> What to do:
Exactly as given, repeat all of the entries.

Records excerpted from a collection
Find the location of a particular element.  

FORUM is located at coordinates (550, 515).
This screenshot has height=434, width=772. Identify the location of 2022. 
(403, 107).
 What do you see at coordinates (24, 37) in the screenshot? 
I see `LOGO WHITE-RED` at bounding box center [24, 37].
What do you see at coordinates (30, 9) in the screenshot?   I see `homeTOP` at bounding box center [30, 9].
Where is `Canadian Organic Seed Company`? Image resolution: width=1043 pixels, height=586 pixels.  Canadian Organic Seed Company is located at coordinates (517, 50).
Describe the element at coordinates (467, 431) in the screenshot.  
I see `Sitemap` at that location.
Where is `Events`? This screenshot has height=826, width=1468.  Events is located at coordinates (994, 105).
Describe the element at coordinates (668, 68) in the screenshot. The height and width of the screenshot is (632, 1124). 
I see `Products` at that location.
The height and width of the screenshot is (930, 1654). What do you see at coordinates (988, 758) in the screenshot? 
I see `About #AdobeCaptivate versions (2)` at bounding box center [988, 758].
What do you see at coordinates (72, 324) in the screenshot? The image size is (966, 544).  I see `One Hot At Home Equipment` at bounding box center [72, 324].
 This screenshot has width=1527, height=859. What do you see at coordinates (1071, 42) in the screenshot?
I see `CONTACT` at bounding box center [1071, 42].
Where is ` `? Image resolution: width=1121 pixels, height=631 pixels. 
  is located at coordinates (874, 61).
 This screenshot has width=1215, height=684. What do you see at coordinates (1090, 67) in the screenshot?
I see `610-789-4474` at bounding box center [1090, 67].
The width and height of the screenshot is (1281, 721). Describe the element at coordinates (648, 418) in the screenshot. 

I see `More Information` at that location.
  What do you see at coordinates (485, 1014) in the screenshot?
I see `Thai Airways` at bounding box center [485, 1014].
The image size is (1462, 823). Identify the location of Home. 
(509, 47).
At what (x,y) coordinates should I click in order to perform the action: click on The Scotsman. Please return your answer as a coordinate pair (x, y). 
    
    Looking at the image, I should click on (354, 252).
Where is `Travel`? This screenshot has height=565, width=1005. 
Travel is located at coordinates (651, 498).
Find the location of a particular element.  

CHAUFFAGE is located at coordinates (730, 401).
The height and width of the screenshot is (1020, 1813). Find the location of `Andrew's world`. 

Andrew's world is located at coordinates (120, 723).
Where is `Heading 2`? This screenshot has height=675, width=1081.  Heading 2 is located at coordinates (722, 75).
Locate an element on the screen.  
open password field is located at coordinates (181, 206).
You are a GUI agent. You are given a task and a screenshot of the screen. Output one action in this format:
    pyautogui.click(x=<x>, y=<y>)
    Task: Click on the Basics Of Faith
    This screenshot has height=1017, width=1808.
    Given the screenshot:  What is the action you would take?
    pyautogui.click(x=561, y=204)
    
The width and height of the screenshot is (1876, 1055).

> Response to this exercise:
Find the location of a particular element.  

FORUM is located at coordinates (550, 515).
This screenshot has height=434, width=772. Identify the location of 2022. 
(403, 107).
 What do you see at coordinates (24, 37) in the screenshot? 
I see `LOGO WHITE-RED` at bounding box center [24, 37].
What do you see at coordinates (30, 9) in the screenshot?   I see `homeTOP` at bounding box center [30, 9].
Where is `Canadian Organic Seed Company`? Image resolution: width=1043 pixels, height=586 pixels.  Canadian Organic Seed Company is located at coordinates (517, 50).
Describe the element at coordinates (467, 431) in the screenshot.  
I see `Sitemap` at that location.
Where is `Events`? This screenshot has height=826, width=1468.  Events is located at coordinates (994, 105).
Describe the element at coordinates (668, 68) in the screenshot. The height and width of the screenshot is (632, 1124). 
I see `Products` at that location.
The height and width of the screenshot is (930, 1654). What do you see at coordinates (988, 758) in the screenshot? 
I see `About #AdobeCaptivate versions (2)` at bounding box center [988, 758].
What do you see at coordinates (72, 324) in the screenshot? The image size is (966, 544).  I see `One Hot At Home Equipment` at bounding box center [72, 324].
 This screenshot has width=1527, height=859. What do you see at coordinates (1071, 42) in the screenshot?
I see `CONTACT` at bounding box center [1071, 42].
Where is ` `? Image resolution: width=1121 pixels, height=631 pixels. 
  is located at coordinates (874, 61).
 This screenshot has width=1215, height=684. What do you see at coordinates (1090, 67) in the screenshot?
I see `610-789-4474` at bounding box center [1090, 67].
The width and height of the screenshot is (1281, 721). Describe the element at coordinates (648, 418) in the screenshot. 

I see `More Information` at that location.
  What do you see at coordinates (485, 1014) in the screenshot?
I see `Thai Airways` at bounding box center [485, 1014].
The image size is (1462, 823). Identify the location of Home. 
(509, 47).
At what (x,y) coordinates should I click in order to perform the action: click on The Scotsman. Please return your answer as a coordinate pair (x, y). 
    
    Looking at the image, I should click on (354, 252).
Where is `Travel`? This screenshot has height=565, width=1005. 
Travel is located at coordinates (651, 498).
Find the location of a particular element.  

CHAUFFAGE is located at coordinates (730, 401).
The height and width of the screenshot is (1020, 1813). Find the location of `Andrew's world`. 

Andrew's world is located at coordinates (120, 723).
Where is `Heading 2`? This screenshot has height=675, width=1081.  Heading 2 is located at coordinates (722, 75).
Locate an element on the screen.  
open password field is located at coordinates (181, 206).
You are a GUI agent. You are given a task and a screenshot of the screen. Output one action in this format:
    pyautogui.click(x=<x>, y=<y>)
    Task: Click on the Basics Of Faith
    This screenshot has height=1017, width=1808.
    Given the screenshot:  What is the action you would take?
    pyautogui.click(x=561, y=204)
    
The width and height of the screenshot is (1876, 1055).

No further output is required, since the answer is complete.